Startups always face bankruptcy risk. COVID-19 has made things worse.
While many startups are quickly pivoting their expertise to ventures that will help with this pandemic mess, the young, innovative companies have always been risky.
Erik Gordon, a professor at the University of Michigan’s Ross School of Business, told “Marketplace Morning Report” host David Brancaccio “they’re in probably the worst shape because they don’t have the resources big companies have.” The following is an edited transcript of their conversation.
Erik Gordon: Big companies have all kinds of cash on hand. And they have lines of credit, which are commitments by banks to send them money. Little companies always are living on the edge of near-bankruptcy. So this is very, very tough on them.
David Brancaccio: Can we look at history for a sense of where things may be going for some startups now?

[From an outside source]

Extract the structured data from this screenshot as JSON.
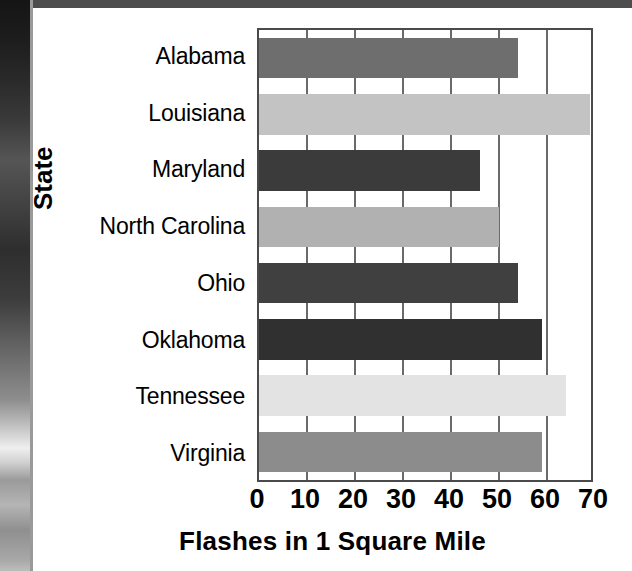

Gordon: Yes, we can. And here’s what we’ll see. We’ll see that companies will cope. They’ll cope by slowing down what they can slow down. Maybe they’ll cut down the scope: Instead of trying to develop two products, they’ll try to develop one product. What they’re going to try to do is get their cash flow under control. That is, get control of the amount of cash that goes out the door every week, because they’re not going to have cash coming in.
Brancaccio: Now, I mean, if you’re a startup, you’re not going to get bailout money directly, right? That’s not how it works.
Gordon: No, I mean, the airlines will have no trouble getting their $50 billion. The company that needs $100,000 probably isn’t going to get it.
Brancaccio: Part of the difficulty here is that if you’re a startup, that implies it’s a risky venture, and we’ve just run into a whole lot of uncertainty and risk.
Gordon: You know, we forget about that side of risk. We talk about risk as if it’s some hypothetical thing, and it won’t happen. But it does happen. And it’s happening now. And small companies and a lot of us are getting a lesson in, “Risk is real.”
Brancaccio: I mean, it’s a shame at many levels — the human level, certainly. But, also, we’re going to lose some innovation here.
Gordon: That’s the sad part. We won’t know what we’ll have lost from these small, innovative companies. And some of the companies are working on drug development.